A Vector is a quantity that has magnitude(size) and Direction(that it acts in); for example: Displacement, Velocity, and Weight.
Tags: Time
Permalink Reply by Joshua C.D. Harrison Stockley on April 12, 2011 at 6:07pm
Permalink Reply by Joshua C.D. Harrison Stockley on April 20, 2011 at 3:44pm
Permalink Reply by Si Evans on April 20, 2011 at 5:01pm I think time is neither. I think time is a physical emotion, and Einstein's theory of relativity backs me up. When he gives an example of relativity he says "If you have you hand on a hot stove for a minute, it feels like an hour. If you sit with a pretty girl for an hour, it feels like a minute".
That is my theory on time. (:
Permalink Reply by Joshua C.D. Harrison Stockley on April 20, 2011 at 5:25pm
Permalink Reply by Si Evans on April 20, 2011 at 7:03pm But how can we confirm that time is a physical dimension or has any physical properties? It's different from things like mass or velocity because those have physical properties that can be felt and/or seen.
We only see time with clocks, which may not be accurate at all. Plus we don't really see time, we just see the measurement of it.
Permalink Reply by Joshua C.D. Harrison Stockley on April 21, 2011 at 4:22am Ah but, mass is no dimension and velocity is a combination of 4 dimensions, and we cannot see Velocity, only it's effect.
another reason that we struggle to view the effects of time is because we only see 3 dimensionally
Permalink Reply by Frances on April 20, 2011 at 6:54pm
Permalink Reply by Joshua C.D. Harrison Stockley on April 21, 2011 at 4:23am
Permalink Reply by Eystein, on April 22, 2011 at 1:49pm I think it's a vector, like if time is our movement through a forth dimention or something. The present is a snapshot of the other three at any given point along the forth, maybe...
Problem with that for me, as an ignorant fool, is that it implies that the forth dimention is all laid out, and everything is predetermined, unless the forth dimention expands just like space does into nothing, which it probably does.
Permalink Reply by Joshua C.D. Harrison Stockley on April 22, 2011 at 3:47pm
Permalink Reply by Eystein, on April 22, 2011 at 5:10pm That seems a bit wastefull, but who am I to say :) It's just easier for me to think that the future doesn't exist yet until it does, which is what I imagine happens continuously in the present. Space expands into nothing, why shouldn't timedimention?

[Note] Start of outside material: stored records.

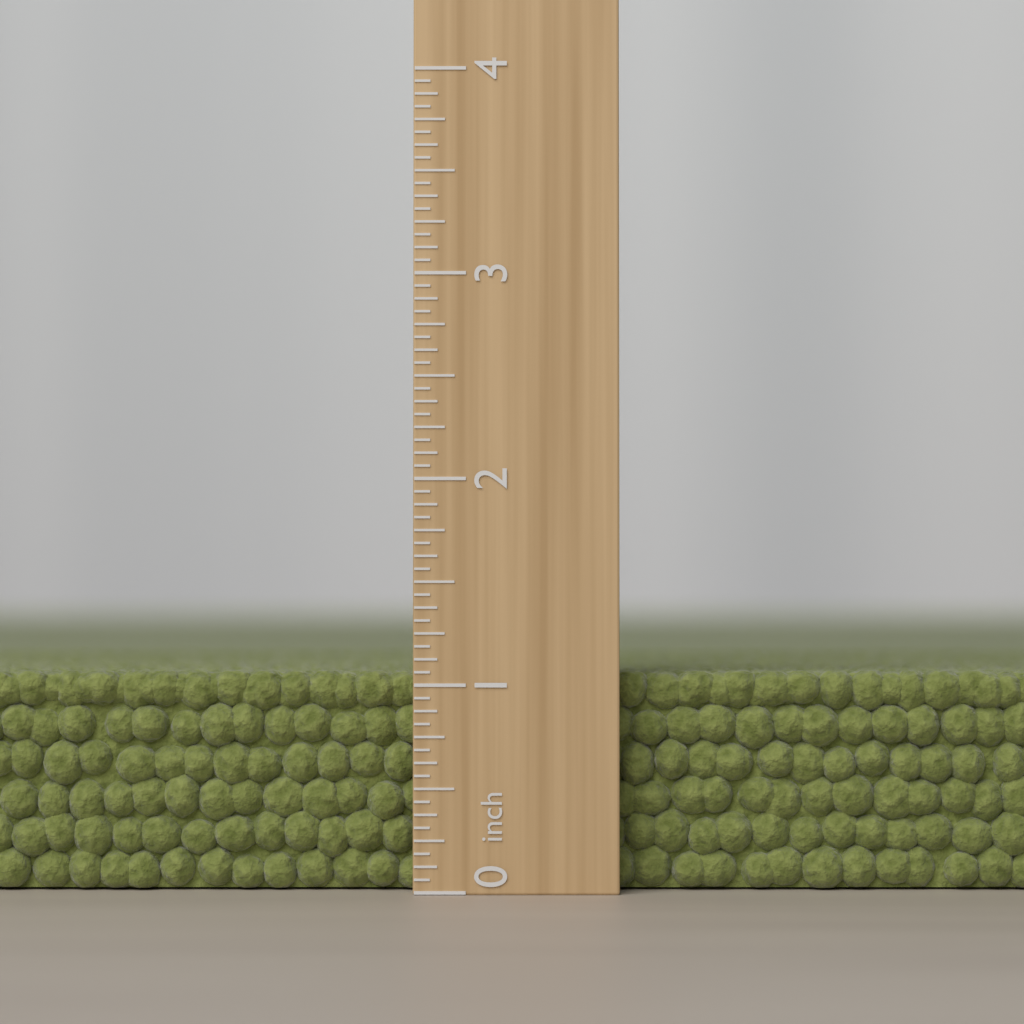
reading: 1.0625 inch
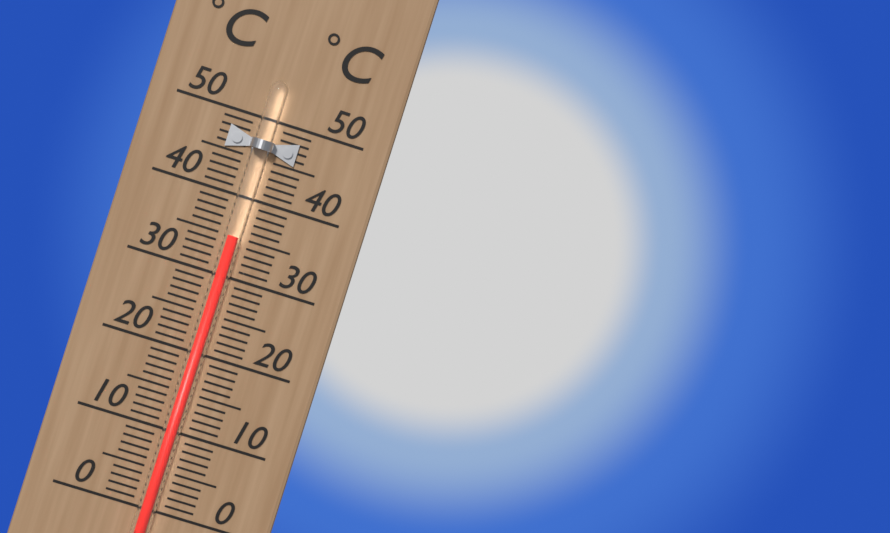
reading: 35 °C
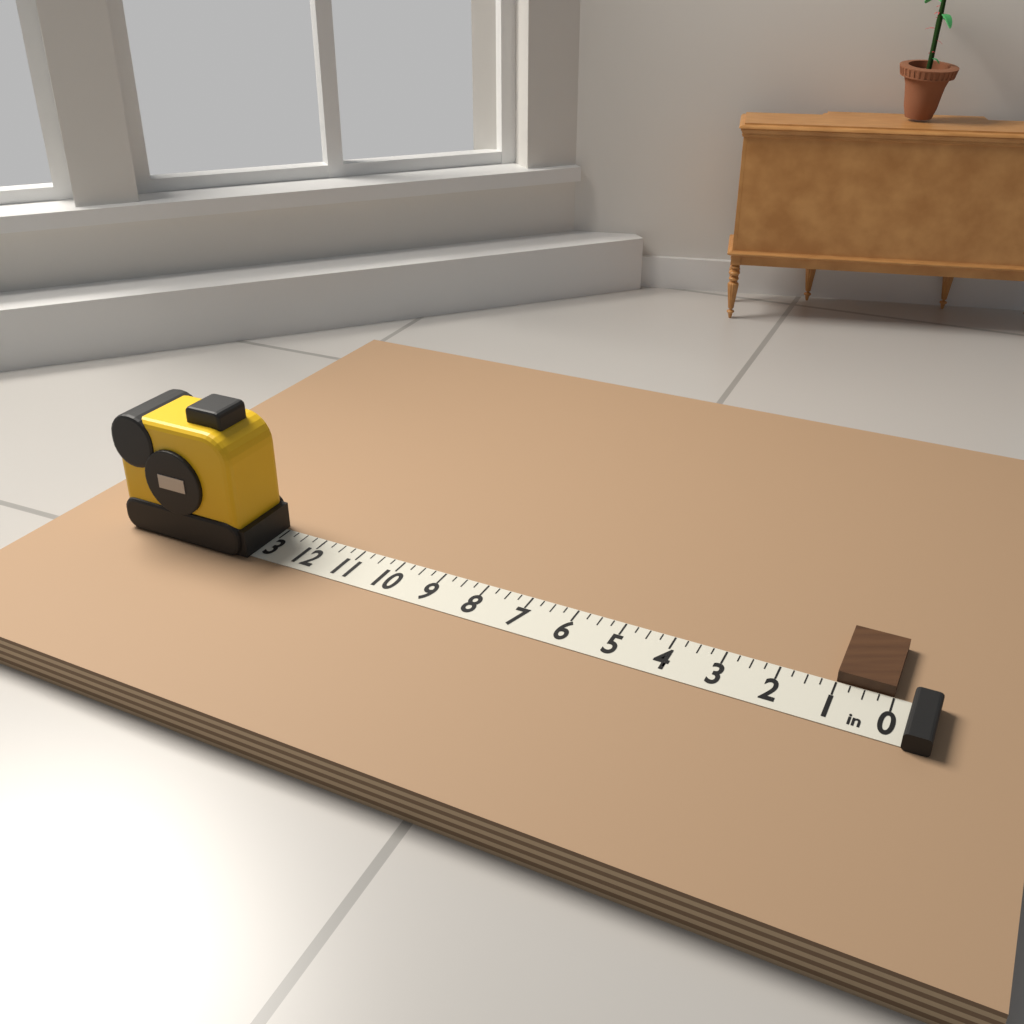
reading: 1.00 in
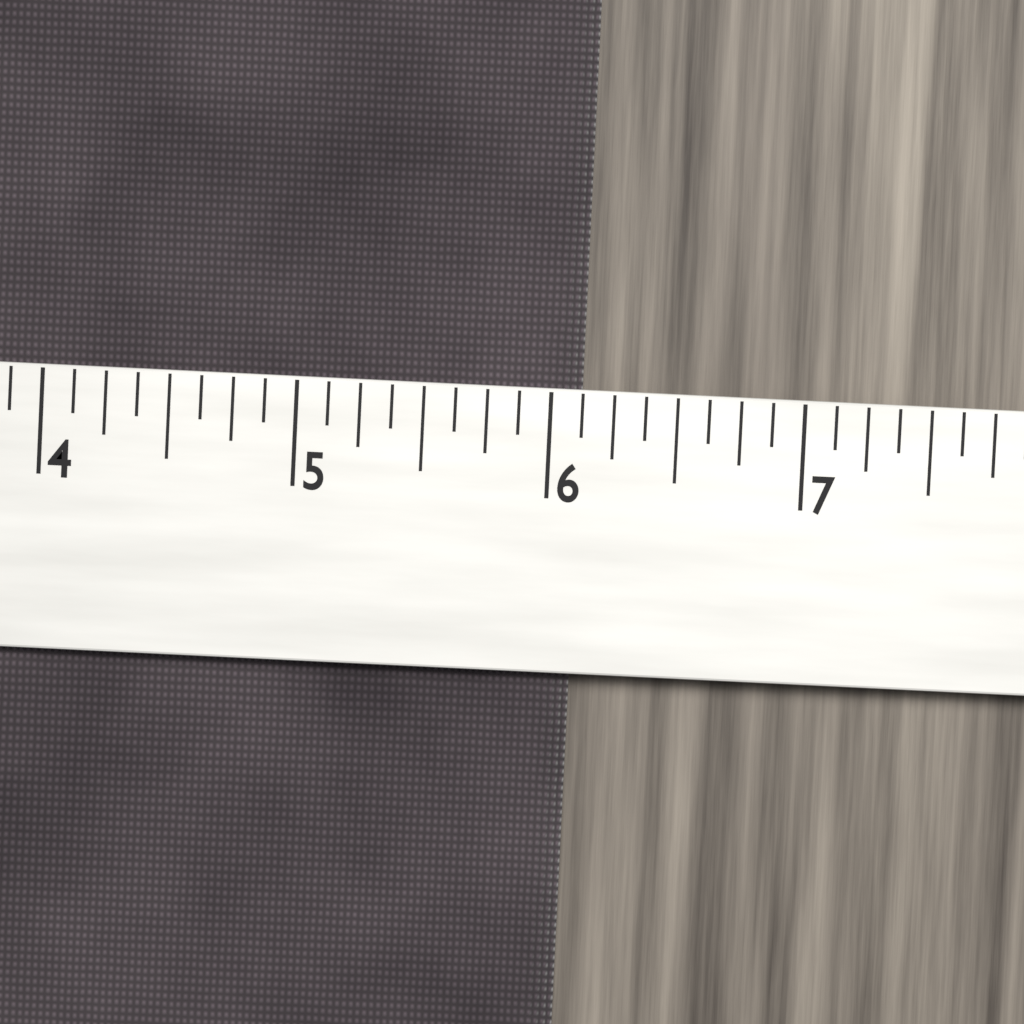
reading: 6.125 (no unit)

But now as I type, and I think about the past, and the possibility that it in theory could be possible to go backwards...It should mean, that at every point in history or timedimention(s) there are people and stuff living/existing there in their present. And who to say our present is the presentmost? Nevertheless as there are more or less known history between now and back then (doesn't matter when), if their paths (future) are not predetermined by the history known to us, then who's to say it's our past we've travelled too, and could our past really exist then anymore? I guess I get your point, somewhat ;) It wouldn't just be an infinite number of futures, but an infinite number of pasts too.